The University of Montana Conservation Genetics Laboratory, which Muhlfeld said has long been a pioneer in the fields of genetics and genomics, processed all the samples, meaning the researchers could track all their genetic information at one lab.

The spread of hybridization was primarily driven by historical stocking practices combined with warmer water temperatures, as well as higher road densities and lower spring precipitation.

“Our results show that climatic changes are interacting with legacies of rainbow trout introduction and habitat degradation to threaten native cutthroat trout, as invasive rainbow trout continue to expand their range across the northern Rockies,” Muhlfeld said. “The loss of native genomes from hybridization is a scenario being realized currently and one that will only proceed into the future, representing a critical threat to native trout persistence.”
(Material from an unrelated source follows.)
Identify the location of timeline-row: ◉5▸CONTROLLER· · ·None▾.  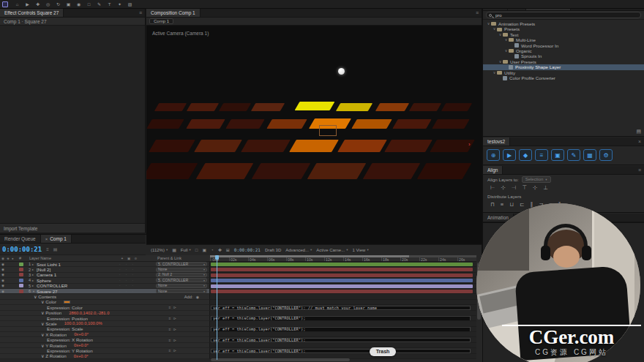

Muhlfeld and his colleagues used genetic information captured from 12,878 individual fish caught at 582 locations in 17 river basins and three major continental river drainages — the Columbia, Missouri and South Saskatchewan — between 1980 and 2015, and examined detailed historical stocking records from 1924 to 1980 for approximately 200 million introduced rainbow trout.

“It is truly an amazing database, and I am fortunate and honored to be working with it,” Muhlfeld said. “It really underscores the fact that our biologists have been ahead of the curve.”
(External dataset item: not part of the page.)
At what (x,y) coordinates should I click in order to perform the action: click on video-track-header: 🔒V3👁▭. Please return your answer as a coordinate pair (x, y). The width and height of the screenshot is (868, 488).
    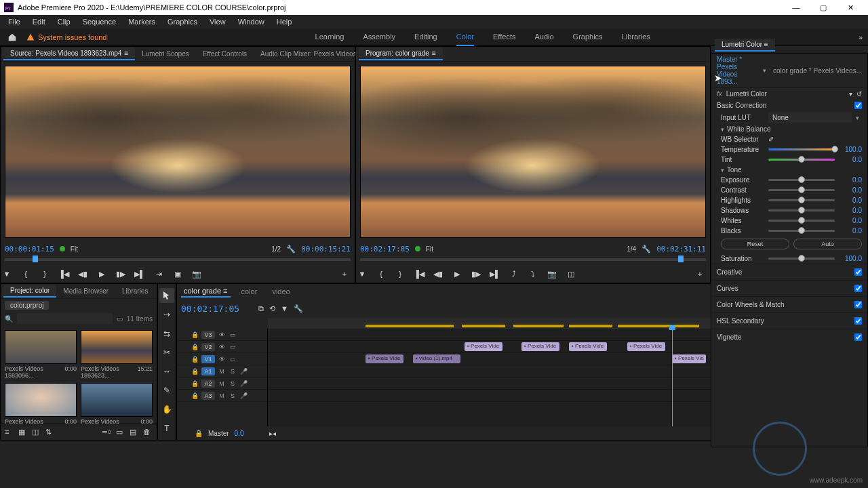
    Looking at the image, I should click on (222, 335).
Although streams with warmer water temperatures were more prone to hybridization, most hybridized sites (approximately 60 percent) had cold mean summer water temperatures, countering the notion that cold headwater streams serves as a refuge that prevent hybridization.
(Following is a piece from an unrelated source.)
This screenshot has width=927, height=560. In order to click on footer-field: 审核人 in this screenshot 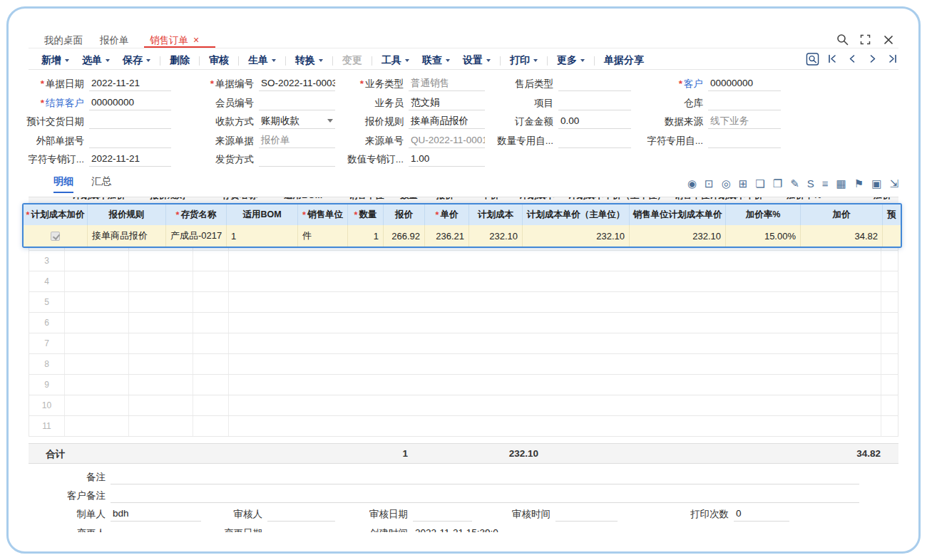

“Our data clearly show that cold headwater streams are not immune to rainbow trout invasion and hybridization with native cutthroat trout, especially those in close proximity to historical stocking sites,” Muhlfeld said. “Conservation strategies based solely on temperature criteria may seriously underestimate the threat of rainbow trout invasion and hybridization with native trout populations in headwater streams.”

Hybridization between native and nonnative species is likely to increase in the coming years due to climate-induced expansions of invasive species, according to the study, published in “Global Change Biology.”

Conservation strategies that mitigate existing human stressors, such as translocation of species and habitat modification that interact with climate to promote the expansion of invasive species, will be crucial for conserving biodiversity and preventing genomic extinction of additional populations and eventually entire lineages of native cutthroat trout, Muhlfeld said.

In Northwest Montana, fisheries managers have spent decades working to repair the harmful effects of legacy stocking while fine tuning the interplay between science-based manipulation and nature in order to protect one of the last remaining strongholds of cutthroats in the lower 48.

Massive, landscape-scale conservation efforts are in the works, including translocation of native species, drainage-specific stocking, eradication of invasive species, and rearing of genetically pure trout.

Working in concert, management agencies and researchers are developing a clearer understanding of the trout’s evolutionary history, overall genetic diversity, conservation challenges, and reproductive success.

“This research shows that human activities can have long-lasting and increasingly synergistic impacts on biodiversity, including species of recreational value like native trout,” co-author and USGS scientist Ryan Kovach said.

“The cool thing about Montana is it represents the last of the best,” Muhlfeld added. “We still have the full expression of genetic diversity distributed across the landscape.”